Health, Wealth, Love, Beauty, Harmony

Clarion Rating: 2 out of 5

As an account of personal growth through New Age techniques, Health, Wealth, Love, Beauty, Harmony is inspiring.

Bodybuilder Karen Gravit’s Health, Wealth, Love, Beauty, Harmony is a New Age guide to cultivating well-being in five major areas of life.

When extreme exhaustion, sharp abdominal pains, dental decay, and other ailments started to affect both her weightlifting workouts and her daily life, Gravit took to alternative health treatments to heal her body. Herbal remedies, essential oils, yoga practices, and transcendental meditation became her daily solace. Following the inner “Universal Power,” or UP, that guided her throughout her childhood, she came across the Five Tibetan Rites, concepts that promote “whole well-being”: health, wealth, love, beauty, and harmony.

After Gravit found confirmation for the discovery in the stars, she practiced the five rites, which include five body movements that focus on specific energy centers in the body associated with a corresponding concept. Each of the five chapters in this book discusses one of the Five Tibetan Rites, describing what parts of the body are affected by the rite’s defect or positive attention and how Gravit improved that area of her life by focusing on it.

The book is organized with purpose, moving through each of the five rites in turn, first by discussing the symbolism of the rite (each rite corresponds with a letter that matches the body’s shape during the movement), then by sharing instructions for performing the movement associated with it, and finally by sharing Gravit’s personal life experiences with the rite’s affiliated concept. However, without precise definitions to introduce the book’s New Age terms and methods, its suggestions for meditations and actions remain hazy.

The prose is extravagant, layered, and often overcomplicated. Its passive tone leads to muddled meanings, and vague word choices mean that ideas are often danced around rather than clarified. Much of the book’s metaphysical content is nonspecific and abstruse. Phrases like “internal blockages” and “higher existence” are undefined, and the book’s depictions of physical yoga movements are too abstract to help when it comes to understanding the shapes of the poses. The book’s perspective shifts within its instructions are disorienting, as are the numerous shifts between the past and present tense.

The book cites resources including the work of Deepak Chopra, but without further scientific inquiry, its suggestions for actions like spinning counterclockwise to improve health are insufficiently supported. It includes medical advice with grandiose claims, but also without the necessary backing. While the improvements Gravit was able to make to her life and health are inspiring and the book’s positive attitude toward self-improvement is empowering, its disregard for medical science and limited view of the universe subvert its authority.

As an account of personal growth, Health, Wealth, Love, Beauty, Harmony is inspiring; as a guide to New Age healing, it is cluttered.

Reviewed by Aimee Jodoin

Disclosure: This article is not an endorsement, but a review. The publisher of this book provided free copies of the book and paid a small fee to have their book reviewed by a professional reviewer. Foreword Reviews and Clarion Reviews make no guarantee that the publisher will receive a positive review. Foreword Magazine, Inc. is disclosing this in accordance with the Federal Trade Commission’s 16 CFR, Part 255.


TASK BRIEF
Show all lines of the entries in which the word "figure" is found.
════════════════
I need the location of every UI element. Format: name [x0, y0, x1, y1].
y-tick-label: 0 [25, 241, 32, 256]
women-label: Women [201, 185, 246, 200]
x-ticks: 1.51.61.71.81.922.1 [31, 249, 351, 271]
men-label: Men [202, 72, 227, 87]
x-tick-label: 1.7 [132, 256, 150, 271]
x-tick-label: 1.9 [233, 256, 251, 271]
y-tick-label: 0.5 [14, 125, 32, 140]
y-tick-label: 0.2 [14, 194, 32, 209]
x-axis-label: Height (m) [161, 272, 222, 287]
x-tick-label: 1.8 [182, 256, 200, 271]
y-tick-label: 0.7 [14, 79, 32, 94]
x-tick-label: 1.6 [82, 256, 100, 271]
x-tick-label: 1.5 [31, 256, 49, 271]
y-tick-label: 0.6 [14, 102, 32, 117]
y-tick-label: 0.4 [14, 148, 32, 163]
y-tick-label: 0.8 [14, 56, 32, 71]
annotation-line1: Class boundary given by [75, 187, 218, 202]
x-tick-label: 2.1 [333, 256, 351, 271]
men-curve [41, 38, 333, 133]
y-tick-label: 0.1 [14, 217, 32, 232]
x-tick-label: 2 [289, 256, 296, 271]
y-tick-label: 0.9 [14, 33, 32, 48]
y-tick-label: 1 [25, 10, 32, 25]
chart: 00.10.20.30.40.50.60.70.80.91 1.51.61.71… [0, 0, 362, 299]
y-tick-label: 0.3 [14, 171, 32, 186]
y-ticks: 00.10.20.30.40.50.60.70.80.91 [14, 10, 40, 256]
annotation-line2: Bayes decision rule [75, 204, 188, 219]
════════════════
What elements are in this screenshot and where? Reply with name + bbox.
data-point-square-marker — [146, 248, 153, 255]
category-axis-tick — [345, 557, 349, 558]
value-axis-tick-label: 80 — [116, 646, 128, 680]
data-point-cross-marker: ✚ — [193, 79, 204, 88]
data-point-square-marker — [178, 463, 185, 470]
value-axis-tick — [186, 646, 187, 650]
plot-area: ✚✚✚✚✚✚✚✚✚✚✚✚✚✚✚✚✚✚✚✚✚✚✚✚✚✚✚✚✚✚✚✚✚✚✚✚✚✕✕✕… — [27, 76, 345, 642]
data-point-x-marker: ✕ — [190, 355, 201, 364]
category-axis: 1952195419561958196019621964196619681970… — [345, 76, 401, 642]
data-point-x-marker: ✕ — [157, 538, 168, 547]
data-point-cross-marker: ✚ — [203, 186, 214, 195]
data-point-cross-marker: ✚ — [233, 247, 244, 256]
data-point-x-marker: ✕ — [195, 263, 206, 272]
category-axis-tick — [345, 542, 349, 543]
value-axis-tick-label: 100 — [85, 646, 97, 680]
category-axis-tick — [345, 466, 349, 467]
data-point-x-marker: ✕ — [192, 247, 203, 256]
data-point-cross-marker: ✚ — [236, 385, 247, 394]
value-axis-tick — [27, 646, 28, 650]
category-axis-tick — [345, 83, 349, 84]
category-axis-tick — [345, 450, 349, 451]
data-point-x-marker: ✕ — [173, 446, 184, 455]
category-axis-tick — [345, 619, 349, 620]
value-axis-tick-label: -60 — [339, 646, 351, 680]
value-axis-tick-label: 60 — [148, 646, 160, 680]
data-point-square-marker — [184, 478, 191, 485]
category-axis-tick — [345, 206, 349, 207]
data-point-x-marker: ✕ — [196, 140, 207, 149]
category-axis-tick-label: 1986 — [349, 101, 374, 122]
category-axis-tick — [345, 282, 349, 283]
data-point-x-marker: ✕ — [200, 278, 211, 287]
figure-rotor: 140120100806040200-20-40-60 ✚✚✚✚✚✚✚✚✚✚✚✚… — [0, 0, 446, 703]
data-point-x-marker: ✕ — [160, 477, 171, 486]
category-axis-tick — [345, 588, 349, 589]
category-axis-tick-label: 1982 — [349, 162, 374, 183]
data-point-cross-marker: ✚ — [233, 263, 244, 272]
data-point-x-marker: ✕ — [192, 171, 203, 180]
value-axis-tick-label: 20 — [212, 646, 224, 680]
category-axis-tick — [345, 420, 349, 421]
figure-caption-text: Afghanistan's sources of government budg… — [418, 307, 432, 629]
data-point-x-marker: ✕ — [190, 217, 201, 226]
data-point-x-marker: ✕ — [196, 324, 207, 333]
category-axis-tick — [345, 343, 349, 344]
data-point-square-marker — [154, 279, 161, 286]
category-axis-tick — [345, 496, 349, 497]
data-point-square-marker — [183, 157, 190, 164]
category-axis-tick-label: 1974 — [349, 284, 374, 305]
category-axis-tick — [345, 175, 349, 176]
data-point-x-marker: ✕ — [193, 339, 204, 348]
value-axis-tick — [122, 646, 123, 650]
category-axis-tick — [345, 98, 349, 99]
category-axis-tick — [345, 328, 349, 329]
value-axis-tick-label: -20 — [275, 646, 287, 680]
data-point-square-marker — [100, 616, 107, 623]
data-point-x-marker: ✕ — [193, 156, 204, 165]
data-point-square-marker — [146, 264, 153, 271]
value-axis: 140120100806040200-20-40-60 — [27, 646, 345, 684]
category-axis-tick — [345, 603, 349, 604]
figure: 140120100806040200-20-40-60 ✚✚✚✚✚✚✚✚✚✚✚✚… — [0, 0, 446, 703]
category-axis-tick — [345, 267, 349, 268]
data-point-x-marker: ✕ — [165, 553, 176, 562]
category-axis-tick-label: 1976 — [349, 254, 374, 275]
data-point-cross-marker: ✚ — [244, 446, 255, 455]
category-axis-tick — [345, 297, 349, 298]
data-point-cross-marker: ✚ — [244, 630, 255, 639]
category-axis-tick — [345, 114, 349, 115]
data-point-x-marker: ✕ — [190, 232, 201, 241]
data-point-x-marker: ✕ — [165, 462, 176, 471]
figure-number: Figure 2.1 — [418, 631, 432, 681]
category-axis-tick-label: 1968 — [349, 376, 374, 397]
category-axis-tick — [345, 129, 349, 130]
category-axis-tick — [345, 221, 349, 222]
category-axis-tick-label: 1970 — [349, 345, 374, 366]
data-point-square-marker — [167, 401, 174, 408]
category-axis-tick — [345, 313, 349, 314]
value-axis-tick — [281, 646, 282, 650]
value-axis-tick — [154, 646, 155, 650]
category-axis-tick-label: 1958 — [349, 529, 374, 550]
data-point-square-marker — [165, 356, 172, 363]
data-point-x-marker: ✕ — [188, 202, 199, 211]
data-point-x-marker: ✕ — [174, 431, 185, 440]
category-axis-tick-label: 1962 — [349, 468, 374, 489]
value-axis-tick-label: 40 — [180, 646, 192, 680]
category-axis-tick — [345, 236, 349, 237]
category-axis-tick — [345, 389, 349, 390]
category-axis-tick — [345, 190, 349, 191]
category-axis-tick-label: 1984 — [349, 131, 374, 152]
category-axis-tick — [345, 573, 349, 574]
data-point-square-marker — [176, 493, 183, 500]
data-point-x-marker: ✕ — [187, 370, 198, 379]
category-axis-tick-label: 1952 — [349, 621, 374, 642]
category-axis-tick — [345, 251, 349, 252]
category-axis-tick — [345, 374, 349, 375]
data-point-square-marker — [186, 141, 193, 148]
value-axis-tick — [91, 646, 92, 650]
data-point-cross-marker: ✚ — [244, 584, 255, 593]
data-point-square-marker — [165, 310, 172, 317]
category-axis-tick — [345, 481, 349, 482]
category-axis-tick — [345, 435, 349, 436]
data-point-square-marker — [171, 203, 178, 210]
════════════════
WRITTEN RESPONSE
figure-rotor: 140120100806040200-20-40-60 ✚✚✚✚✚✚✚✚✚✚✚✚… — [0, 0, 446, 703]
figure-caption-text: Afghanistan's sources of government budg… — [418, 307, 432, 629]
figure: 140120100806040200-20-40-60 ✚✚✚✚✚✚✚✚✚✚✚✚… — [0, 0, 446, 703]
figure-number: Figure 2.1 — [418, 631, 432, 681]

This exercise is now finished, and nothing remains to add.